Sunday, May 6, 2012

Data Staging

The best image I could find?
In Extract, Transform, & Load ETL processes, you might save the data you are extracting to a temporary location and in an unadulterated state. This is called staging the data. Staging is an interesting word. It's a synonym for scaffolding, or a temporary support for something else, such as a career in cooking, a cancer treatment, or a rocket's trajectory. In this case, data staging is a preparation for data that has the format, structure, and purity you want. A data mart is a stage for a data warehouse.

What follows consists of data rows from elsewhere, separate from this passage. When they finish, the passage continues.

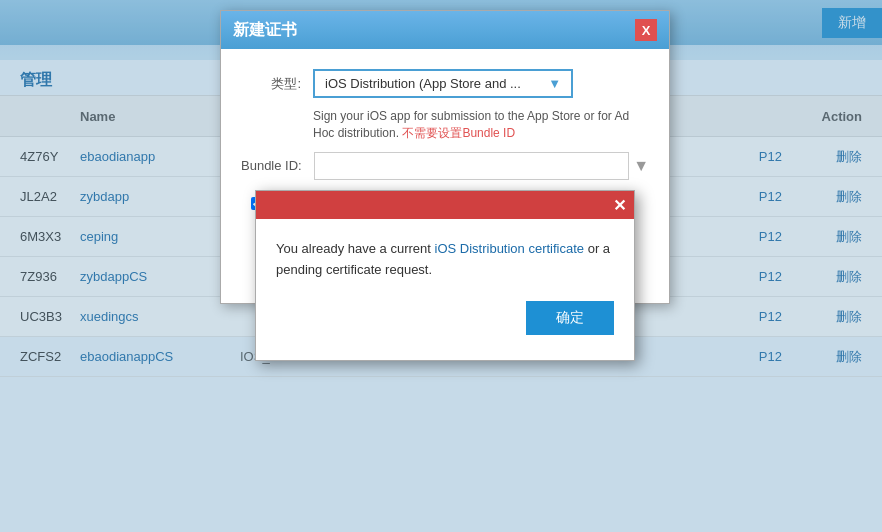 Image resolution: width=882 pixels, height=532 pixels. Describe the element at coordinates (646, 30) in the screenshot. I see `new-cert-close-button: X` at that location.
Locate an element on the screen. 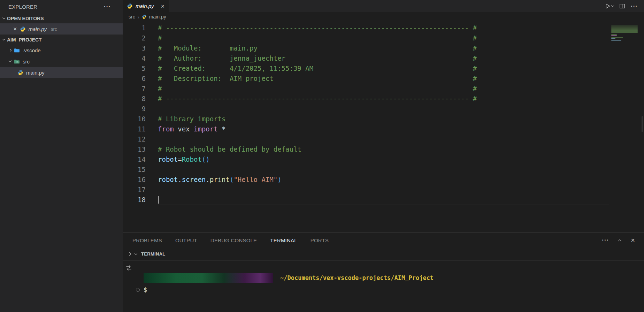 This screenshot has height=312, width=644. tree-item-label: src is located at coordinates (26, 61).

Staging could seem like a bad idea for a number of reasons. First, you're duplicating data. Duplication is almost always a bad word when it comes to data, but staged data should not be used for anything besides staging and perhaps reporting. Still, it requires space, which can be a precious thing even when space is so cheap.

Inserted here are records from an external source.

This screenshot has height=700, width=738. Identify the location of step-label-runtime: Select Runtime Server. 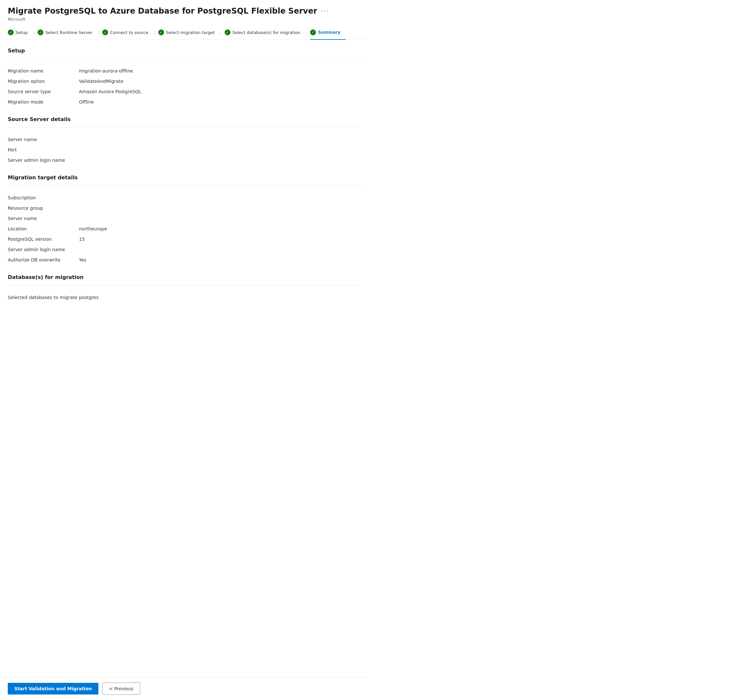
(69, 33).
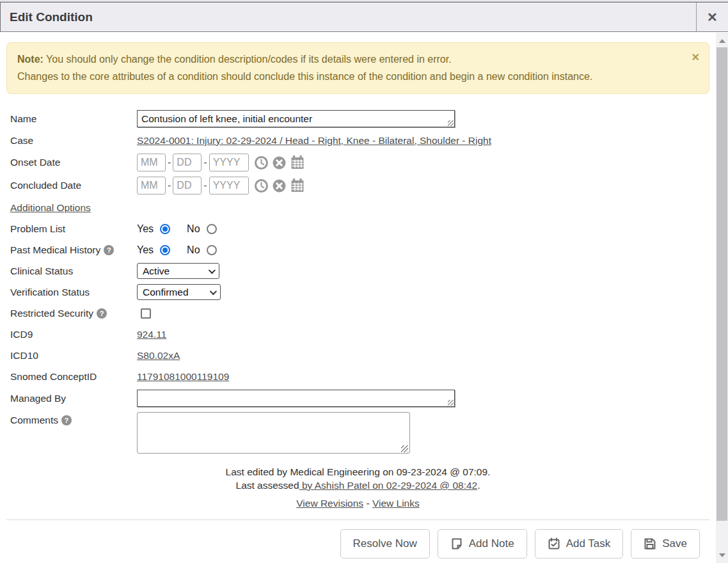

Second, staged data must be written to disk and then read from before doing the final transformations. You're effectively doubling your disk I/O. If the amount of data is significant, this could be a lot of reads and writes.

Written in 2010, a product of experience
These are real trade-offs, but there are a number of reasons to stage, some of which did not occur to me before reading Microsoft SQL Server 2008 Integration Services: Problem-Design-Solution, an excellent book on SSIS best practices by MVP's Erik Veerman, Jessica Moss, Brian Knight, and Jay Hackney.

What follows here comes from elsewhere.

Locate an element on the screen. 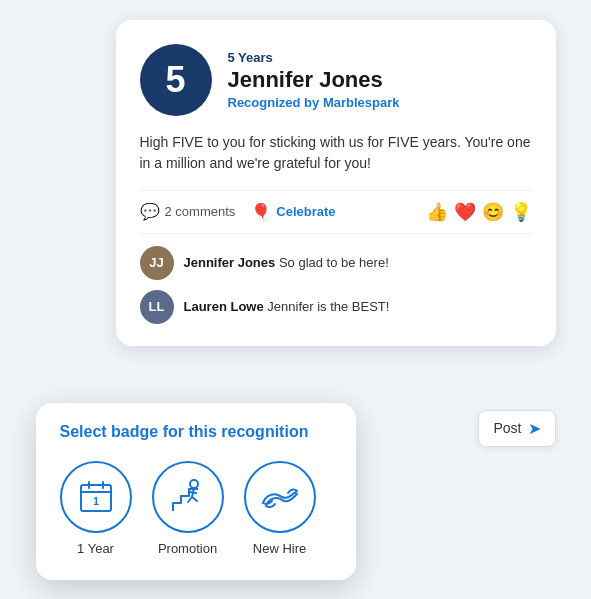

  • Data Lineage - When you run into data purity issues in production, the first question your production support team will ask is, "Where did this data come from?" A staging area provides means of tracking the import of data and may allow you to run subsequent transformations in a temporary transaction so that you can identify duplicates, null values, or other data purity issues. You will need to keep data around for enough time for such problems to be identified and addressed.

  • Restartability - Jobs fail. The last thing you want to have happen at 3 AM during a conversion process is a job failure (yes, this has happened to me). A staging area should help you restart the job halfway through, after the necessary corrections have been made. This assumes you run your transformations in a transaction, which you are doing, right?

  • Source Alternative - A staging area can act as a reporting environment when your source system is highly transactional or under significant strain. Just make sure you're not doing any writes to stage.

  • Archive - Stage can also be an archive system, which may be useful if your destination system becomes corrupt and needs to be rebuilt. For instance, a data warehouse updated by incremental loads could be rebuilt by running through all transactions. I haven't run across this in practice, though.

  • Performance - Finally, an ETL process might perform best with staged data. Though SSIS can buffer data flows, databases can often sort and aggregate data faster and with less resource load.

As always, there are no universal solutions to data architecture. Don't stage data just for the sake of staging data. You'll have to weigh the pro's and con's according to your business, technology, QA, and production support needs.